A whistleblower sacked by Tower Hamlets council after accusing her boss of bullying in the office has won her case for wrongful dismissal.

Eboni Addoh has had her claim upheld by the East London Employment Tribunal after being dismissed from her job in the Looked After children’s unit of the Town Hall’s Education & Social Care department.

The agency worker claimed her first manager in 2012 had made “false and malicious allegations” which led to her being bullied and harassed out of her job.

Eboni was dismissed last year with a week’s notice after 15 months in the job with no employment rights, including the right against unfair dismissal because of her agency status, her lawyer Michael McDonough said after yesterday’s hearing. But agency workers are entitled to make such claims in Whistleblowing cases, he added.

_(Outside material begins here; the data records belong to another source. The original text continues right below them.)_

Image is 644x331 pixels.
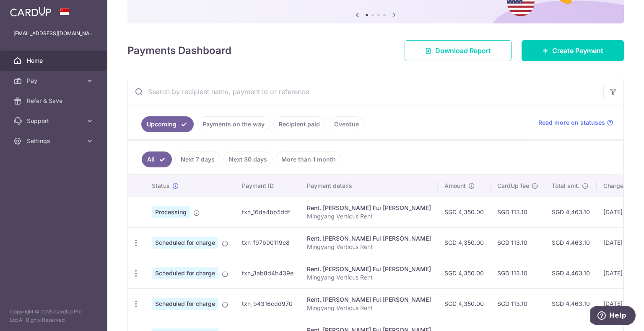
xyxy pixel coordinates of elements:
p: Mingyang Verticus Rent [307,274,431,282]
span: Charge date [604,182,638,190]
a: More than 1 month [276,152,341,168]
a: Upcoming [142,117,194,132]
td: SGD 113.10 [491,288,545,319]
td: txn_16da4bb5ddf [235,197,300,228]
td: SGD 4,350.00 [438,228,491,258]
span: Settings [26,137,82,145]
a: Payments on the way [197,117,270,132]
span: Create Payment [552,46,604,56]
input: Search by recipient name, payment id or reference [128,78,604,105]
div: Rent. [PERSON_NAME] Fui [PERSON_NAME] [307,204,431,212]
span: Download Report [436,46,491,56]
td: SGD 4,463.10 [545,197,597,228]
a: Read more on statuses [538,119,614,127]
a: Download Report [404,40,512,61]
a: All [142,152,172,168]
div: Rent. [PERSON_NAME] Fui [PERSON_NAME] [307,265,431,274]
td: SGD 4,350.00 [438,258,491,288]
a: Create Payment [522,40,624,61]
img: CardUp [10,7,51,17]
td: SGD 4,350.00 [438,197,491,228]
span: Pay [26,77,82,85]
td: txn_f97b90119c8 [235,228,300,258]
span: Scheduled for charge [152,237,219,249]
span: Total amt. [551,182,579,190]
a: Recipient paid [273,117,325,132]
p: Mingyang Verticus Rent [307,212,431,221]
span: Home [26,57,82,65]
th: Payment details [300,175,438,197]
td: txn_b4316cdd970 [235,288,300,319]
th: Payment ID [235,175,300,197]
a: Next 30 days [223,152,272,168]
p: [EMAIL_ADDRESS][DOMAIN_NAME] [13,30,94,38]
iframe: Opens a widget where you can find more information [590,306,635,327]
span: Refer & Save [26,97,82,105]
h4: Payments Dashboard [128,44,232,58]
td: SGD 113.10 [491,258,545,288]
p: Mingyang Verticus Rent [307,304,431,312]
td: SGD 4,463.10 [545,258,597,288]
a: Overdue [329,117,364,132]
span: Scheduled for charge [152,298,219,310]
span: Support [26,117,82,125]
span: Read more on statuses [538,119,605,127]
td: SGD 113.10 [491,197,545,228]
td: SGD 4,463.10 [545,228,597,258]
div: Rent. [PERSON_NAME] Fui [PERSON_NAME] [307,296,431,304]
div: Rent. [PERSON_NAME] Fui [PERSON_NAME] [307,235,431,243]
a: Next 7 days [175,152,220,168]
span: Status [152,182,170,190]
td: SGD 4,350.00 [438,288,491,319]
p: Mingyang Verticus Rent [307,243,431,251]
td: txn_3ab8d4b439e [235,258,300,288]
span: Processing [152,207,190,218]
td: SGD 4,463.10 [545,288,597,319]
td: SGD 113.10 [491,228,545,258]
span: CardUp fee [497,182,529,190]
span: Scheduled for charge [152,267,219,280]
span: Amount [444,182,466,190]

Ms Addoh’s manager up to December that year was subject to a grievance complaint by a member of her department alleging bullying and harassment.

She gave evidence with other employees and a report was finally released in March which upheld the claims.

But she was told last April that her previous manager had accused her of making false accusations of malpractice over missing timesheets that she had investigated several months earlier.

Eboni, who was sacked last June, had never accused her former manager of anything, her lawyer told the tribunal. She made a Protected Disclosure or ‘whistleblowing’ statement that the former manager was making “a false and malicious allegation” and was thereby being bullied and harassed in retaliation for having given evidence against her.

Ms Addoh was backed by the Unison trade union which maintained that her dismissal was “because she had blown the whistle.”

The Employment Tribunal found in her favour yesterday. She was later awarded compensation today for “injury to feelings”.